Women who experience complications during pregnancy may be at greater risk of dying from heart disease later in life than women with uncomplicated pregnancies, according to new research in the American Heart Association’s journal Circulation.
Cardiovascular diseases (CVD) is the number one killer of American women. According to the American Heart Association, 399,503 women died of CVD in 2013. CVD is also the leading cause of death among American men.

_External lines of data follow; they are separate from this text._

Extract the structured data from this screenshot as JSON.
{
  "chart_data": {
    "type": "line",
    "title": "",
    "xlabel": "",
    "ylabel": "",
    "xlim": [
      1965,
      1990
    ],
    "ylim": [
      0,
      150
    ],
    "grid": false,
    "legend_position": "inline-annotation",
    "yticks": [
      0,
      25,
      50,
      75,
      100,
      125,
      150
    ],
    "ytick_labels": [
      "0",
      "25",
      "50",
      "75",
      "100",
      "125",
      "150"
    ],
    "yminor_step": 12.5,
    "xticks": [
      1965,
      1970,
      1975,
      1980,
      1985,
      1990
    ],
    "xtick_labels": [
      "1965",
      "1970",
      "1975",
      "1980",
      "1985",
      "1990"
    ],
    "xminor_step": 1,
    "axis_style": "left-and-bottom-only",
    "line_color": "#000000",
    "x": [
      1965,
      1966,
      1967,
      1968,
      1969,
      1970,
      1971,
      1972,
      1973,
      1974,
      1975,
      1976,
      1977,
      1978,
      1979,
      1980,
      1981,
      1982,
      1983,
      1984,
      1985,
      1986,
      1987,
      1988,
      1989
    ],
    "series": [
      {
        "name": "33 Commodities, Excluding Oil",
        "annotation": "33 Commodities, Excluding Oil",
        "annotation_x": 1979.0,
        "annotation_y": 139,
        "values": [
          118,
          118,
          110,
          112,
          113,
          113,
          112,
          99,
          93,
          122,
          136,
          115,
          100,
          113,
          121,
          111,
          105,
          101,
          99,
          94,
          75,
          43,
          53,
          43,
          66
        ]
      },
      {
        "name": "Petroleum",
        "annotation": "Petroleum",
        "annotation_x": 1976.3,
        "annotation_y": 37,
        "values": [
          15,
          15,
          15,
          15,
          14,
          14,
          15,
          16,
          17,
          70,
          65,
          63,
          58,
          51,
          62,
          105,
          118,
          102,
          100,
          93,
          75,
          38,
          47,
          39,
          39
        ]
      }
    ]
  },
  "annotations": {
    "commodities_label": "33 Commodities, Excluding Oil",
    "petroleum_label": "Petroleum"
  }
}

Researchers analyzed data from the Public Health Institute’s Child Health and Development Studies (CHDS), which enrolled 15,528 pregnant women in the Oakland, Calif., metropolitan area from 1959 to 1967. As of 2011, 368 women (average age 66) had died of CVD. Researchers confirmed several pregnancy complications associated with CVD reported in other studies (pre-eclampsia, pre-term delivery and small-for-gestational-age delivery) but here also found that preeclampsia in early pregnancy strongly predicts premature CVD death before age 60. They also found CVD death risk increased significantly for combinations of pregnancy events:
• 7.1 times when a mother had pre-existing high blood pressure (diagnosed up to 20 weeks of pregnancy) and a pre-term delivery.
• 5.6 times for pre-existing high blood pressure and pre-eclampsia (characterized by high blood pressure and high level of protein in the urine).

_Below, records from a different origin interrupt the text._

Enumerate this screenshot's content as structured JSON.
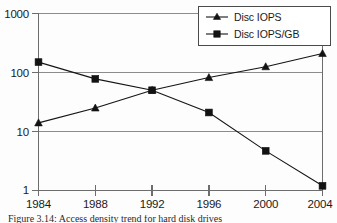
{
  "chart_data": {
    "type": "line",
    "title": "",
    "xlabel": "",
    "ylabel": "",
    "categories": [
      "1984",
      "1988",
      "1992",
      "1996",
      "2000",
      "2004"
    ],
    "x": [
      1984,
      1988,
      1992,
      1996,
      2000,
      2004
    ],
    "yscale": "log",
    "ylim": [
      1,
      1000
    ],
    "yticks": [
      1,
      10,
      100,
      1000
    ],
    "ytick_labels": [
      "1",
      "10",
      "100",
      "1000"
    ],
    "xtick_labels": [
      "1984",
      "1988",
      "1992",
      "1996",
      "2000",
      "2004"
    ],
    "grid": true,
    "grid_axis": "y",
    "legend_position": "top-right",
    "series": [
      {
        "name": "Disc IOPS",
        "marker": "triangle",
        "values": [
          14,
          25,
          50,
          82,
          125,
          210
        ]
      },
      {
        "name": "Disc IOPS/GB",
        "marker": "square",
        "values": [
          150,
          78,
          50,
          21,
          4.7,
          1.2
        ]
      }
    ]
  },
  "legend": {
    "entries": [
      {
        "label": "Disc IOPS",
        "marker": "triangle-marker"
      },
      {
        "label": "Disc IOPS/GB",
        "marker": "square-marker"
      }
    ]
  },
  "axes": {
    "y_labels": [
      "1000",
      "100",
      "10",
      "1"
    ],
    "x_labels": [
      "1984",
      "1988",
      "1992",
      "1996",
      "2000",
      "2004"
    ]
  },
  "caption": {
    "text": "Figure 3.14: Access density trend for hard disk drives"
  }
}
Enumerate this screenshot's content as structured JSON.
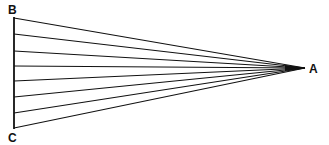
{
  "diagram": {
    "labels": {
      "A": "A",
      "B": "B",
      "C": "C"
    },
    "points": {
      "A": [
        305,
        68
      ],
      "B": [
        14,
        17
      ],
      "C": [
        14,
        129
      ]
    },
    "ray_count": 8,
    "ray_endpoints_y": [
      18,
      34,
      51,
      66,
      81,
      97,
      113,
      128
    ],
    "colors": {
      "line": "#111111",
      "background": "#ffffff"
    }
  }
}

• 4.8 times for pre-existing high blood pressure and small-for-gestational-age delivery.
• 5 times for gestational high blood pressure and preterm delivery.

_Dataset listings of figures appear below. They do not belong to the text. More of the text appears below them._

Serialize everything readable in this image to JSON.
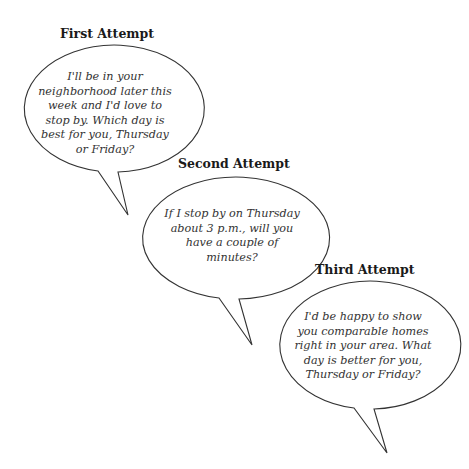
{
  "colors": {
    "background": "#ffffff",
    "outline": "#333333",
    "title_text": "#1a1a1a",
    "body_text": "#333333"
  },
  "attempts": [
    {
      "title": "First Attempt",
      "lines": [
        "I'll be in your",
        "neighborhood later this",
        "week and I'd love to",
        "stop by. Which day is",
        "best for you, Thursday",
        "or Friday?"
      ]
    },
    {
      "title": "Second Attempt",
      "lines": [
        "If I stop by on Thursday",
        "about 3 p.m., will you",
        "have a couple of",
        "minutes?"
      ]
    },
    {
      "title": "Third Attempt",
      "lines": [
        "I'd be happy to show",
        "you comparable homes",
        "right in your area. What",
        "day is better for you,",
        "Thursday or Friday?"
      ]
    }
  ]
}
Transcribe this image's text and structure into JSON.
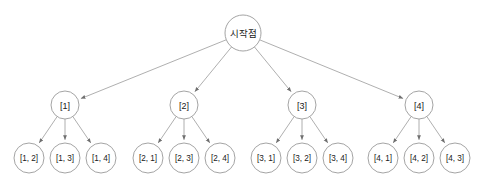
{
  "figure": {
    "name": "permutation-tree",
    "background_color": "#ffffff",
    "stroke_color": "#9a9a9a",
    "text_color": "#1a1a1a"
  },
  "root": {
    "id": "root",
    "label": "시작점",
    "cx": 243,
    "cy": 33,
    "r": 18
  },
  "levels": [
    {
      "name": "level-1-branches",
      "r": 14,
      "cy": 105,
      "nodes": [
        {
          "id": "n1",
          "label": "[1]",
          "cx": 65
        },
        {
          "id": "n2",
          "label": "[2]",
          "cx": 184
        },
        {
          "id": "n3",
          "label": "[3]",
          "cx": 302
        },
        {
          "id": "n4",
          "label": "[4]",
          "cx": 419
        }
      ]
    },
    {
      "name": "level-2-leaves",
      "r": 15,
      "cy": 158,
      "nodes": [
        {
          "id": "n1a",
          "parent": "n1",
          "label": "[1, 2]",
          "cx": 29
        },
        {
          "id": "n1b",
          "parent": "n1",
          "label": "[1, 3]",
          "cx": 65
        },
        {
          "id": "n1c",
          "parent": "n1",
          "label": "[1, 4]",
          "cx": 101
        },
        {
          "id": "n2a",
          "parent": "n2",
          "label": "[2, 1]",
          "cx": 148
        },
        {
          "id": "n2b",
          "parent": "n2",
          "label": "[2, 3]",
          "cx": 184
        },
        {
          "id": "n2c",
          "parent": "n2",
          "label": "[2, 4]",
          "cx": 220
        },
        {
          "id": "n3a",
          "parent": "n3",
          "label": "[3, 1]",
          "cx": 266
        },
        {
          "id": "n3b",
          "parent": "n3",
          "label": "[3, 2]",
          "cx": 302
        },
        {
          "id": "n3c",
          "parent": "n3",
          "label": "[3, 4]",
          "cx": 338
        },
        {
          "id": "n4a",
          "parent": "n4",
          "label": "[4, 1]",
          "cx": 383
        },
        {
          "id": "n4b",
          "parent": "n4",
          "label": "[4, 2]",
          "cx": 419
        },
        {
          "id": "n4c",
          "parent": "n4",
          "label": "[4, 3]",
          "cx": 455
        }
      ]
    }
  ],
  "edges": [
    {
      "from": "root",
      "to": "n1"
    },
    {
      "from": "root",
      "to": "n2"
    },
    {
      "from": "root",
      "to": "n3"
    },
    {
      "from": "root",
      "to": "n4"
    },
    {
      "from": "n1",
      "to": "n1a"
    },
    {
      "from": "n1",
      "to": "n1b"
    },
    {
      "from": "n1",
      "to": "n1c"
    },
    {
      "from": "n2",
      "to": "n2a"
    },
    {
      "from": "n2",
      "to": "n2b"
    },
    {
      "from": "n2",
      "to": "n2c"
    },
    {
      "from": "n3",
      "to": "n3a"
    },
    {
      "from": "n3",
      "to": "n3b"
    },
    {
      "from": "n3",
      "to": "n3c"
    },
    {
      "from": "n4",
      "to": "n4a"
    },
    {
      "from": "n4",
      "to": "n4b"
    },
    {
      "from": "n4",
      "to": "n4c"
    }
  ]
}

Researchers also identified two new pregnancy complications that predispose women to CVD death:
• 4.2 times when glycosuria, or high levels of sugar, were found in the urine.
• 1.7 times for hemoglobin decline, a measure of the red blood cells’ ability to carry oxygen throughout the body.
Glycosuria and hemoglobin decline are two new pregnancy complications identified by researchers that also expose women to CVD risk.
“Pregnancy is really a stress test for the cardiovascular system,” said Barbara A. Cohn, Ph.D., senior study author and director of CHDS in Berkeley, Calif. “These risk factors, which are in the patient’s health record, should lead doctors to discuss with these women ways to reduce their risk of heart attack and other cardiovascular diseases.”
Researchers also reported an unexpected result: high blood pressure that developed after 20 weeks of pregnancy was associated with CVD only in African-American women. African-Americans, who made up 22 percent of the study population, were 1.7 times more likely to die of CVD, while white, Asian and Hispanic women had no increased risk due to gestational hypertension.
Cohn said one possible explanation for the unexpected finding points to a limitation of the study: pregnancy represents just a snapshot of a woman’s health and life at a particular moment. During their pregnancies, the women received highly uniform care delivered by one hospital system under exacting treatment protocols, and the researchers adjusted for factors such as smoking, body weight, education and occupation. After the women delivered their babies, their healthcare access and health status may have become more variable as they changed doctors, moved or their lives changed in other ways.
Despite this limitation, Cohn believes that the study achieved its main goal of defining those women at highest risk for CVD death based on pregnancy complications so that they can receive earlier and more intensive preventive care.
“One of the wonderful things about cardiovascular medicine is the enormous progress that has been made in preventing death in men and women,” she said. “These pregnancy complications are early warning signs that tell you to pay attention to risk factors that you can control.”
CHDS continues to track these women and is unique in following a large group of mothers over five decades.